If you watch movies the way you look at paintings, this one deserves its reputation as a classic. As noted in the synopsis, the cinematography is brilliant for its time, the sets are an excellent example of German Expressism intersecting with reality, and it all looks just splendid. The trouble is, if you watch movies the way almost everybody does, there's rather a lot wrong with it.
Firstly, this is a 90-minute film with maybe 30 minutes' worth of plot, so almost everything goes on for too long or happens very slowly, and the pace is mostly glacial. When the hero loses a coat-button, the camera draws our attention to this seemingly trivial detail. Will this be an important plot-point? No! It happens so that a later scene in which he puts on his coat can be stretched by having his wife notice the missing button, search in her sewing-basket until she finds one that matches, and sew it on in real time.

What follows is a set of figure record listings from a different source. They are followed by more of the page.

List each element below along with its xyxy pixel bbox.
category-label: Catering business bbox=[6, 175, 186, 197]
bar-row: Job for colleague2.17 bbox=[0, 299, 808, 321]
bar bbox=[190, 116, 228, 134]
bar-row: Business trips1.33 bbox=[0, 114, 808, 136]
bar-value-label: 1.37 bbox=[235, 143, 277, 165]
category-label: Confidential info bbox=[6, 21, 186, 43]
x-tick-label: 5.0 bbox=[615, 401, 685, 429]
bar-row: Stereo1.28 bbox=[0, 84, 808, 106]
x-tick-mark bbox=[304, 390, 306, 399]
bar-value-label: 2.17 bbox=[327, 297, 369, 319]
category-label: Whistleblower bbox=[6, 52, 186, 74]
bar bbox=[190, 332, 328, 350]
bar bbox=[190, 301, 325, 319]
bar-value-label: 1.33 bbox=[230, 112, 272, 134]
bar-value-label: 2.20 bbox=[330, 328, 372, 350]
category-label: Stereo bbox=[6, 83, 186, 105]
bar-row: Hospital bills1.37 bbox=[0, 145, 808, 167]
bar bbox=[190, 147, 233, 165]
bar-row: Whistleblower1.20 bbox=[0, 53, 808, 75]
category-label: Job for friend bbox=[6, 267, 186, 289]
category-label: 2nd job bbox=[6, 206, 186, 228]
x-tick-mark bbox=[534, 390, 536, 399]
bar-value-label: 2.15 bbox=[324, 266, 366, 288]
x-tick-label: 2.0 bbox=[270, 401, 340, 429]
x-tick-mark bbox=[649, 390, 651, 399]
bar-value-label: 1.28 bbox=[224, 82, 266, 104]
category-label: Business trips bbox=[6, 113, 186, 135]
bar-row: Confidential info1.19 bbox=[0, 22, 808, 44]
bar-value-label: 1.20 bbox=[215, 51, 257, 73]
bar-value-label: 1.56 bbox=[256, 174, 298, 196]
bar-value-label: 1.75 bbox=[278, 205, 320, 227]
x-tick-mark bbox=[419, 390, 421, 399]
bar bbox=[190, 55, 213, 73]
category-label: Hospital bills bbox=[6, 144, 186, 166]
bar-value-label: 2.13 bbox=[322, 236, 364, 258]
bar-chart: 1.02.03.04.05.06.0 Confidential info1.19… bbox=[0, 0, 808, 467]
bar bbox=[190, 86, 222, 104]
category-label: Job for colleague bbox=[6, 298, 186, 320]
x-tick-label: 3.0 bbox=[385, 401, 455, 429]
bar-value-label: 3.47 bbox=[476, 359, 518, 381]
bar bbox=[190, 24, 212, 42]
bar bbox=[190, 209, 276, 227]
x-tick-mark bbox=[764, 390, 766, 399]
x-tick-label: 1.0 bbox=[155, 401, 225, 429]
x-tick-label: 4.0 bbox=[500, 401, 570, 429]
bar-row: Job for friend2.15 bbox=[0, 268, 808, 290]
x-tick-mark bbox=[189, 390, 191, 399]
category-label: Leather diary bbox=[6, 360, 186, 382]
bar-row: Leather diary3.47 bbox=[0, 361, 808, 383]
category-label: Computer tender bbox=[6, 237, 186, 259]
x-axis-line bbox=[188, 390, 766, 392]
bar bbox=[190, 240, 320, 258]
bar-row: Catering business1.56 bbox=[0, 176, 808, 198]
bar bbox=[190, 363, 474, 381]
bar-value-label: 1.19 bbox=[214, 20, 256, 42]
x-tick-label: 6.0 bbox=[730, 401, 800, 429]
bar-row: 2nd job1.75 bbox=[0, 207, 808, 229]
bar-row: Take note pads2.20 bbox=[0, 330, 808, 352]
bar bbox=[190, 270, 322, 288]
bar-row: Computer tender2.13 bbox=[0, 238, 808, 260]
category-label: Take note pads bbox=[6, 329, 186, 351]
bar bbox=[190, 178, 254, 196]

Then there's the tone. Tragicomedy is a difficult blend to get right, and here they get it very wrong indeed. The mood simply changes abruptly every so often, as if the script was written by a tag-team wearing happy and sad masks. One very sudden mood-swing is so extreme that it's preceded by an intertitle admitting that the following turn of events would be ludicrously implausible in real life, but the author of this story has taken pity on his fictional character and thrown in an outrageous coincidence.
And of course there's Emil Jannings. Actors in silent movies by definition couldn't talk, so of course they all overacted. But this isn't just hamming it up; this is an explosion in a bacon factory! See Emil Jannings pull funny faces and comical capers as a slightly absurd but lovable old man! (You may find him more lovable if you don't know he later became an enthusiastic Nazi - oops, I just told you.) Now see him reel in bug-eyed horror as his world collapses! And now we've found an excuse for him to do a lengthy and irrelevant bit of drunk acting! Uh-oh, it's time for his descent into complete and utter despair! See the multi-faceted Emil portray near-catatonic depths of misery by impersonating Quasimodo in slow motion for half an hour! Is there no end to the man's talents!? (Actually, there is. Eating anything larger than a grape without getting some of it caught in his extravagant facial hair is completely beyond his capabilities.)
This movie is technically very good indeed, but it's also very old-fashioned indeed, in the worst possible way. And for a film which is supposed to be about 50% comedy, it's distinctly lacking in actual humor.